Thanks for poking around the Wide World of Alan. I hope you’ll enjoy the time you spend here reliving your favorite Blake Stage Company shows, finding photos from an event to grace your wall or scrapbook, or figuring out whether you want to hire me to shoot one of your own events.
I’m not unlike a lot of other photographers in the way I started down the path. Photography must be a genetic trait. Dad had a darkroom in the basement of his family’s home (but without running water like mine has how – but that’s a different story told on BathroomDarkroom.com) and spent a while as a pharmacist’s assistant, both of which obviously combined into a love of light, film, little bottles of chemicals and making beautiful images with them. I first got my hands on the family’s Instamatic 100 and them moved way up to a modern Instamatic X-35 and after that Dad’s Argus C3, before plunking down my own money for a Yashica TL Electro-X and later upgrading to the Nikon F2 that I was convinced would remove the separation between me and the working pro photographers.
Pretty soon after I got my hands on the Yashica, I found that there was at least enough money in photography to support the hobby when I started selling hand-developed and enlarged prints of my brother’s peewee hockey games. My craft expanded into football games and other sports for the high school newspaper and yearbook, the historic 1974 August Jam rock concert, NASCAR races, a friend’s wedding (nowhere near as fun as the races), and whatever else needed photographing.
Intervening years brought some all expense paid international photographic opportunities courtesy of the US Navy, a wonderful photogenic family, a point-and-shoot film camera and an early video camera to capture those family moments in full sound and motion. Those moments are still stacked up in a hundred or more unplayed videotapes just waiting for their chance to send our girls either into laughing fits or to sleep. One followed the other recently when I brought out the slides and projector from my childhood. The novelty of the first two trays and photos of me as a seven-year-old wore off and boredom set in.
The digital imaging revolution happened and I was able to use a lot of the real photography I had learned over the decades to create great images with these evolving cameras that have only recently become able to produce an image almost as rich and colorful as film. The playground, bike rides, Outdoor Ed and swim and gymnastics meets were great places to make action packed images. Being a dad and photographing our kids put me around other parents with their kids in the events, and I’m always humbled when a parent buys my work to put on the wall for posterity. Those photographs probably bring a lot more constant enjoyment than the little ones that go around online.
These days I’m blessed to be able to point my cameras at our Blake High School Stage Company three of four times a year, the gorgeous landscapes my friends at Kollins Landscaping create, an occasional wedding that I cover more as a journalist than a photographic artist, and whatever other events need photographing. Some of that work actually goes online or on walls; most of it stays stored for those rainy days when I’ll have time to sift through it, throw away the junk and do something with the rest.
Until that happens, enjoy what you see here and let me know if you have any events from which you need photos to grace your own walls.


--- What this task involves ---
In full and without alteration, print the records below, minus any images.

Data excerpts section start

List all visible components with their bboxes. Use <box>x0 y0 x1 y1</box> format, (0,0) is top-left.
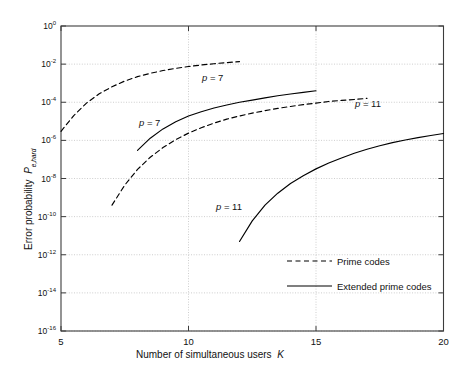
series-curve-2 <box>112 98 367 205</box>
gridlines <box>61 26 444 331</box>
series-curve-3 <box>240 133 444 241</box>
figure-chart-error-probability: 10010-210-410-610-810-1010-1210-1410-16 … <box>0 0 464 368</box>
series-curve-0 <box>61 62 240 132</box>
series-curve-1 <box>138 91 317 151</box>
plot-canvas <box>0 0 464 368</box>
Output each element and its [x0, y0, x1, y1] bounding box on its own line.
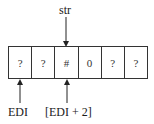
- memory-cells: ? ? # 0 ? ?: [8, 46, 148, 79]
- edi-plus-2-label: [EDI + 2]: [45, 106, 92, 118]
- memory-cell: ?: [32, 47, 55, 78]
- memory-cell: #: [55, 47, 78, 78]
- memory-cell: ?: [9, 47, 32, 78]
- memory-cell: ?: [102, 47, 125, 78]
- edi-label: EDI: [8, 106, 28, 118]
- memory-cell: 0: [79, 47, 102, 78]
- memory-cell: ?: [125, 47, 147, 78]
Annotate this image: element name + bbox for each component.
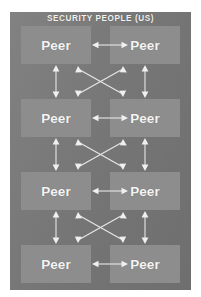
peer-row: Peer Peer — [10, 26, 191, 64]
horizontal-double-arrow-icon — [91, 99, 129, 137]
peer-connector-band — [10, 64, 191, 99]
diagram-canvas: SECURITY PEOPLE (US) Peer Peer — [0, 0, 201, 297]
peer-node-label: Peer — [130, 257, 160, 272]
vertical-double-arrow-icon — [53, 65, 60, 98]
peer-node[interactable]: Peer — [21, 99, 91, 137]
horizontal-double-arrow-icon — [91, 26, 129, 64]
horizontal-double-arrow-icon — [91, 172, 129, 210]
peer-node-label: Peer — [130, 38, 160, 53]
cross-double-arrow-icon — [75, 139, 127, 170]
peer-row: Peer Peer — [10, 99, 191, 137]
peer-node-label: Peer — [41, 184, 71, 199]
vertical-double-arrow-icon — [53, 211, 60, 244]
vertical-double-arrow-icon — [53, 138, 60, 171]
vertical-double-arrow-icon — [142, 138, 149, 171]
peer-node-label: Peer — [130, 111, 160, 126]
peer-row: Peer Peer — [10, 172, 191, 210]
cross-double-arrow-icon — [75, 212, 127, 243]
peer-node[interactable]: Peer — [21, 26, 91, 64]
peer-node-label: Peer — [41, 38, 71, 53]
diagram-title: SECURITY PEOPLE (US) — [10, 14, 191, 23]
diagram-panel: SECURITY PEOPLE (US) Peer Peer — [10, 12, 191, 290]
horizontal-double-arrow-icon — [91, 245, 129, 283]
peer-connector-band — [10, 137, 191, 172]
peer-node-label: Peer — [130, 184, 160, 199]
peer-node[interactable]: Peer — [21, 172, 91, 210]
vertical-double-arrow-icon — [142, 211, 149, 244]
peer-row: Peer Peer — [10, 245, 191, 283]
cross-double-arrow-icon — [75, 66, 127, 97]
vertical-double-arrow-icon — [142, 65, 149, 98]
peer-connector-band — [10, 210, 191, 245]
peer-node[interactable]: Peer — [21, 245, 91, 283]
peer-node-label: Peer — [41, 111, 71, 126]
peer-node-label: Peer — [41, 257, 71, 272]
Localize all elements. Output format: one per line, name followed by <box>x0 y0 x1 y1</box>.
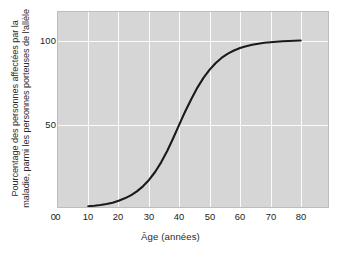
x-tick-label: 0 <box>43 211 73 222</box>
x-axis-ticks: 0 10 20 30 40 50 60 70 80 <box>0 211 341 225</box>
x-tick-label: 70 <box>256 211 286 222</box>
x-tick-label: 20 <box>103 211 133 222</box>
x-tick-label: 10 <box>73 211 103 222</box>
x-tick-label: 60 <box>225 211 255 222</box>
data-series-curve <box>58 12 328 207</box>
y-tick-label: 100 <box>10 35 56 46</box>
x-tick-label: 50 <box>195 211 225 222</box>
y-tick-label: 50 <box>10 119 56 130</box>
x-tick-label: 40 <box>164 211 194 222</box>
plot-area <box>57 11 329 208</box>
x-axis-label: Âge (années) <box>0 231 341 242</box>
x-tick-label: 80 <box>286 211 316 222</box>
x-tick-label: 30 <box>134 211 164 222</box>
chart-figure: Pourcentage des personnes affectées par … <box>0 0 341 254</box>
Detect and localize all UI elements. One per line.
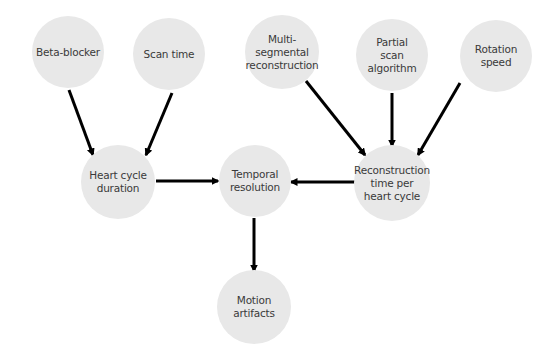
causal-diagram: Beta-blocker Scan time Multi- segmental … bbox=[0, 0, 560, 354]
node-beta-blocker: Beta-blocker bbox=[32, 16, 104, 88]
arrow-rotation-speed-to-reconstruction-time bbox=[418, 83, 460, 155]
node-reconstruction-time-per-heart-cycle: Reconstruction time per heart cycle bbox=[354, 145, 430, 221]
node-scan-time: Scan time bbox=[133, 18, 205, 90]
node-label: Partial scan algorithm bbox=[368, 36, 417, 75]
arrow-multi-segmental-to-reconstruction-time bbox=[306, 81, 365, 155]
arrow-scan-time-to-heart-cycle bbox=[146, 93, 172, 155]
node-partial-scan-algorithm: Partial scan algorithm bbox=[356, 19, 428, 91]
node-label: Temporal resolution bbox=[230, 168, 280, 194]
node-label: Beta-blocker bbox=[36, 46, 100, 59]
node-heart-cycle-duration: Heart cycle duration bbox=[81, 145, 155, 219]
node-label: Rotation speed bbox=[475, 43, 517, 69]
node-label: Heart cycle duration bbox=[89, 169, 147, 195]
node-label: Scan time bbox=[144, 48, 195, 61]
arrow-beta-blocker-to-heart-cycle bbox=[69, 90, 93, 155]
node-motion-artifacts: Motion artifacts bbox=[217, 270, 291, 344]
node-temporal-resolution: Temporal resolution bbox=[219, 145, 291, 217]
node-rotation-speed: Rotation speed bbox=[460, 20, 532, 92]
node-label: Multi- segmental reconstruction bbox=[245, 33, 318, 72]
node-label: Reconstruction time per heart cycle bbox=[354, 164, 430, 203]
node-multi-segmental-reconstruction: Multi- segmental reconstruction bbox=[245, 15, 319, 89]
node-label: Motion artifacts bbox=[233, 294, 274, 320]
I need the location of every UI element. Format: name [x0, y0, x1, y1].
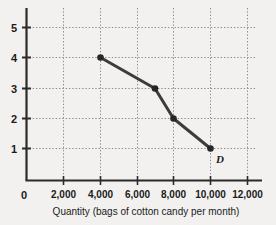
data-point-10000-1 [207, 145, 214, 152]
ytick-label-0: 0 [21, 189, 27, 201]
ytick-label-5: 5 [11, 22, 17, 34]
xtick-label-2000: 2,000 [51, 189, 76, 200]
data-point-7000-3 [152, 85, 159, 92]
demand-curve-label: D [215, 153, 224, 165]
xtick-label-6000: 6,000 [125, 189, 150, 200]
ytick-label-2: 2 [11, 113, 17, 125]
x-axis-title: Quantity (bags of cotton candy per month… [53, 206, 240, 217]
xtick-label-12000: 12,000 [232, 189, 263, 200]
xtick-label-10000: 10,000 [195, 189, 226, 200]
xtick-label-4000: 4,000 [88, 189, 113, 200]
data-point-4000-4 [97, 54, 104, 61]
ytick-label-1: 1 [11, 143, 17, 155]
ytick-label-4: 4 [11, 52, 18, 64]
data-point-8000-2 [170, 115, 177, 122]
chart-screenshot: 5 4 3 2 1 0 2,000 4,000 6,000 8,000 10,0… [0, 0, 276, 225]
xtick-label-8000: 8,000 [161, 189, 186, 200]
demand-curve-chart: 5 4 3 2 1 0 2,000 4,000 6,000 8,000 10,0… [0, 0, 276, 225]
ytick-label-3: 3 [11, 83, 17, 95]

Data excerpts section end

--- Task output ---
List all visible components with their bboxes. Use <box>x0 y0 x1 y1</box> format, (0,0) is top-left.
series-curve-2 <box>112 98 367 205</box>
gridlines <box>61 26 444 331</box>
series-curve-3 <box>240 133 444 241</box>
figure-chart-error-probability: 10010-210-410-610-810-1010-1210-1410-16 … <box>0 0 464 368</box>
series-curve-0 <box>61 62 240 132</box>
series-curve-1 <box>138 91 317 151</box>
plot-canvas <box>0 0 464 368</box>
Output each element and its [x0, y0, x1, y1] bounding box on its own line.
- memory-cells: ? ? # 0 ? ?: [8, 46, 148, 79]
- edi-plus-2-label: [EDI + 2]: [45, 106, 92, 118]
- memory-cell: ?: [32, 47, 55, 78]
- memory-cell: #: [55, 47, 78, 78]
- memory-cell: ?: [9, 47, 32, 78]
- memory-cell: ?: [102, 47, 125, 78]
- edi-label: EDI: [8, 106, 28, 118]
- memory-cell: 0: [79, 47, 102, 78]
- memory-cell: ?: [125, 47, 147, 78]
Annotate this image: element name + bbox for each component.
peer-row: Peer Peer — [10, 26, 191, 64]
horizontal-double-arrow-icon — [91, 99, 129, 137]
peer-connector-band — [10, 64, 191, 99]
diagram-canvas: SECURITY PEOPLE (US) Peer Peer — [0, 0, 201, 297]
peer-node-label: Peer — [130, 257, 160, 272]
vertical-double-arrow-icon — [53, 65, 60, 98]
peer-node[interactable]: Peer — [21, 99, 91, 137]
horizontal-double-arrow-icon — [91, 26, 129, 64]
horizontal-double-arrow-icon — [91, 172, 129, 210]
peer-node-label: Peer — [130, 38, 160, 53]
cross-double-arrow-icon — [75, 139, 127, 170]
peer-row: Peer Peer — [10, 99, 191, 137]
peer-node-label: Peer — [41, 184, 71, 199]
vertical-double-arrow-icon — [53, 211, 60, 244]
vertical-double-arrow-icon — [53, 138, 60, 171]
vertical-double-arrow-icon — [142, 138, 149, 171]
peer-node-label: Peer — [130, 111, 160, 126]
peer-row: Peer Peer — [10, 172, 191, 210]
cross-double-arrow-icon — [75, 212, 127, 243]
peer-node[interactable]: Peer — [21, 26, 91, 64]
peer-node-label: Peer — [41, 38, 71, 53]
diagram-title: SECURITY PEOPLE (US) — [10, 14, 191, 23]
diagram-panel: SECURITY PEOPLE (US) Peer Peer — [10, 12, 191, 290]
horizontal-double-arrow-icon — [91, 245, 129, 283]
peer-connector-band — [10, 137, 191, 172]
peer-node-label: Peer — [130, 184, 160, 199]
peer-node[interactable]: Peer — [21, 172, 91, 210]
vertical-double-arrow-icon — [142, 211, 149, 244]
peer-row: Peer Peer — [10, 245, 191, 283]
cross-double-arrow-icon — [75, 66, 127, 97]
vertical-double-arrow-icon — [142, 65, 149, 98]
peer-connector-band — [10, 210, 191, 245]
peer-node[interactable]: Peer — [21, 245, 91, 283]
peer-node-label: Peer — [41, 111, 71, 126]
peer-node-label: Peer — [41, 257, 71, 272]
Localize all elements. Output format: one per line, name followed by <box>x0 y0 x1 y1</box>.
x-tick-label: 0 <box>43 211 73 222</box>
x-axis-ticks: 0 10 20 30 40 50 60 70 80 <box>0 211 341 225</box>
x-tick-label: 70 <box>256 211 286 222</box>
x-tick-label: 20 <box>103 211 133 222</box>
x-tick-label: 10 <box>73 211 103 222</box>
x-tick-label: 60 <box>225 211 255 222</box>
data-series-curve <box>58 12 328 207</box>
y-tick-label: 100 <box>10 35 56 46</box>
x-tick-label: 50 <box>195 211 225 222</box>
y-tick-label: 50 <box>10 119 56 130</box>
x-tick-label: 40 <box>164 211 194 222</box>
plot-area <box>57 11 329 208</box>
x-axis-label: Âge (années) <box>0 231 341 242</box>
x-tick-label: 80 <box>286 211 316 222</box>
x-tick-label: 30 <box>134 211 164 222</box>
chart-figure: Pourcentage des personnes affectées par … <box>0 0 341 254</box>
Detect and localize all UI elements. One per line.
causal-diagram: Beta-blocker Scan time Multi- segmental … bbox=[0, 0, 560, 354]
node-beta-blocker: Beta-blocker bbox=[32, 16, 104, 88]
arrow-rotation-speed-to-reconstruction-time bbox=[418, 83, 460, 155]
node-reconstruction-time-per-heart-cycle: Reconstruction time per heart cycle bbox=[354, 145, 430, 221]
node-scan-time: Scan time bbox=[133, 18, 205, 90]
node-label: Partial scan algorithm bbox=[368, 36, 417, 75]
arrow-multi-segmental-to-reconstruction-time bbox=[306, 81, 365, 155]
arrow-scan-time-to-heart-cycle bbox=[146, 93, 172, 155]
node-partial-scan-algorithm: Partial scan algorithm bbox=[356, 19, 428, 91]
node-label: Temporal resolution bbox=[230, 168, 280, 194]
node-label: Beta-blocker bbox=[36, 46, 100, 59]
node-heart-cycle-duration: Heart cycle duration bbox=[81, 145, 155, 219]
node-label: Rotation speed bbox=[475, 43, 517, 69]
node-label: Heart cycle duration bbox=[89, 169, 147, 195]
node-label: Scan time bbox=[144, 48, 195, 61]
arrow-beta-blocker-to-heart-cycle bbox=[69, 90, 93, 155]
node-motion-artifacts: Motion artifacts bbox=[217, 270, 291, 344]
node-temporal-resolution: Temporal resolution bbox=[219, 145, 291, 217]
node-rotation-speed: Rotation speed bbox=[460, 20, 532, 92]
node-label: Multi- segmental reconstruction bbox=[245, 33, 318, 72]
node-label: Reconstruction time per heart cycle bbox=[354, 164, 430, 203]
node-multi-segmental-reconstruction: Multi- segmental reconstruction bbox=[245, 15, 319, 89]
node-label: Motion artifacts bbox=[233, 294, 274, 320]
I need the location of every UI element. Format: name [x0, y0, x1, y1].
data-point-10000-1 [207, 145, 214, 152]
ytick-label-0: 0 [21, 189, 27, 201]
ytick-label-5: 5 [11, 22, 17, 34]
xtick-label-2000: 2,000 [51, 189, 76, 200]
data-point-7000-3 [152, 85, 159, 92]
demand-curve-label: D [215, 153, 224, 165]
xtick-label-6000: 6,000 [125, 189, 150, 200]
ytick-label-2: 2 [11, 113, 17, 125]
x-axis-title: Quantity (bags of cotton candy per month… [53, 206, 240, 217]
xtick-label-12000: 12,000 [232, 189, 263, 200]
xtick-label-10000: 10,000 [195, 189, 226, 200]
xtick-label-4000: 4,000 [88, 189, 113, 200]
data-point-4000-4 [97, 54, 104, 61]
ytick-label-1: 1 [11, 143, 17, 155]
ytick-label-4: 4 [11, 52, 18, 64]
data-point-8000-2 [170, 115, 177, 122]
chart-screenshot: 5 4 3 2 1 0 2,000 4,000 6,000 8,000 10,0… [0, 0, 276, 225]
xtick-label-8000: 8,000 [161, 189, 186, 200]
demand-curve-chart: 5 4 3 2 1 0 2,000 4,000 6,000 8,000 10,0… [0, 0, 276, 225]
ytick-label-3: 3 [11, 83, 17, 95]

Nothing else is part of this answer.